I just watched Amélie with Diane and I came to the following three conclusions.
- They totally ripped off the music from Platoon for one of the TV sequences near the beginning
- Those damn Expedia commercials with the travelling garden gnome are a reference to this movie…
- I want to light Amélie on fire and kick her down a flight of stairs.
Okay, actually that piece turns out to be “Adagio for Strings” by Samuel Barber. But back to the point:
Major French overload. There is something really annoying about how precious and intentionally quirky everyone is. It reminds me of high school drama kids. Most of these problems can be solved by issuing a savage beating to everyone involved. The cinematography: Every scene is very green and red. Maybe I should buy a bunch of filters for my camera now. And every shot is like a panel in a comic book- follow the motion, follow the motion, now we highlight a single item. You know another director who does this? Sam Raimi. Watch Amélie and then The Quick And The Dead right after each other. Maybe you will notice the similar style. Except Raimi is trying to make it cartoony. Also, I thought it was just Luc Besson’s sick fixation, but it appears that the French like the women who look like little girls, who are shy and uptight and introverted, innocent and clueless yet somehow simultaneously full of raging passion. Either that or French women really are like that.It’s her constantly pursed lips. Makes me want to put a brick through her face.
BRIAN: If you could boil any one person in the Two Windmills Café alive, who would it be?
DIANE: All of them.
BRIAN: You only get one.
DIANE: Amélie. Because then this movie would be over.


§ What you will do: All records below must be written out exactly, with the pictures excluded.

§ Records for processing:
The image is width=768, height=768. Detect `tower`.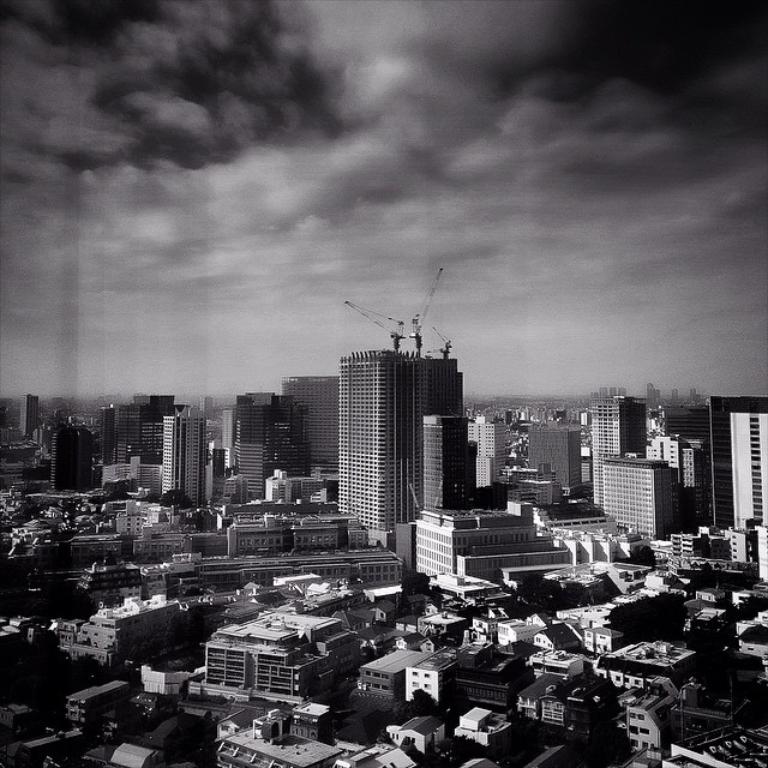
Detection: 234 397 292 500.
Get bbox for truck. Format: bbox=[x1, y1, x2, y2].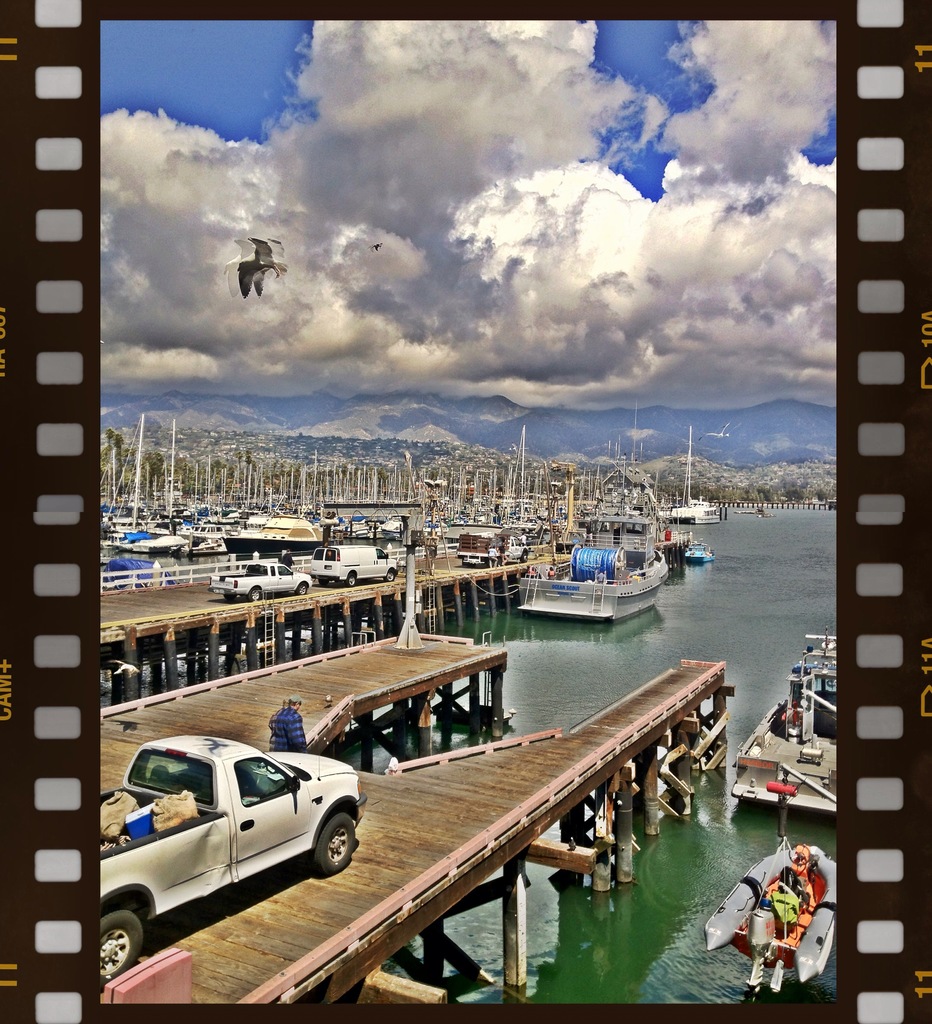
bbox=[202, 557, 312, 605].
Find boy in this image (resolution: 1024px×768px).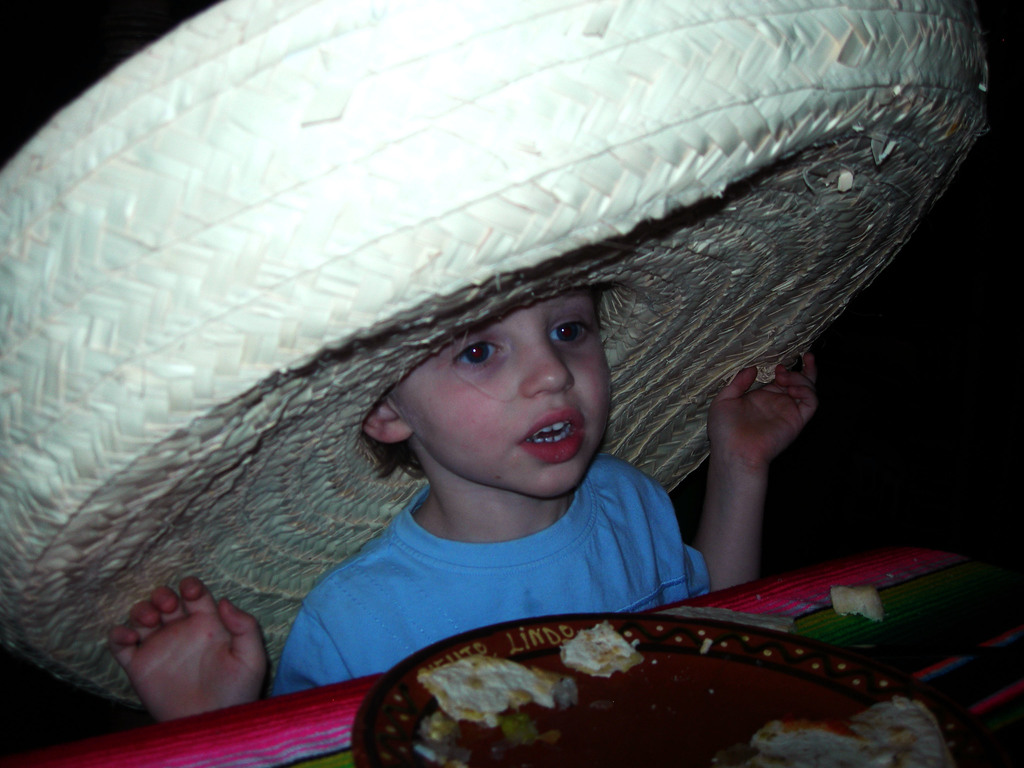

§ Exercise result:
The image is width=768, height=768. Detect `tower`.
Detection: 234 397 292 500.
Get bbox for truck. Format: bbox=[x1, y1, x2, y2].
bbox=[202, 557, 312, 605].
Find boy in this image (resolution: 1024px×768px).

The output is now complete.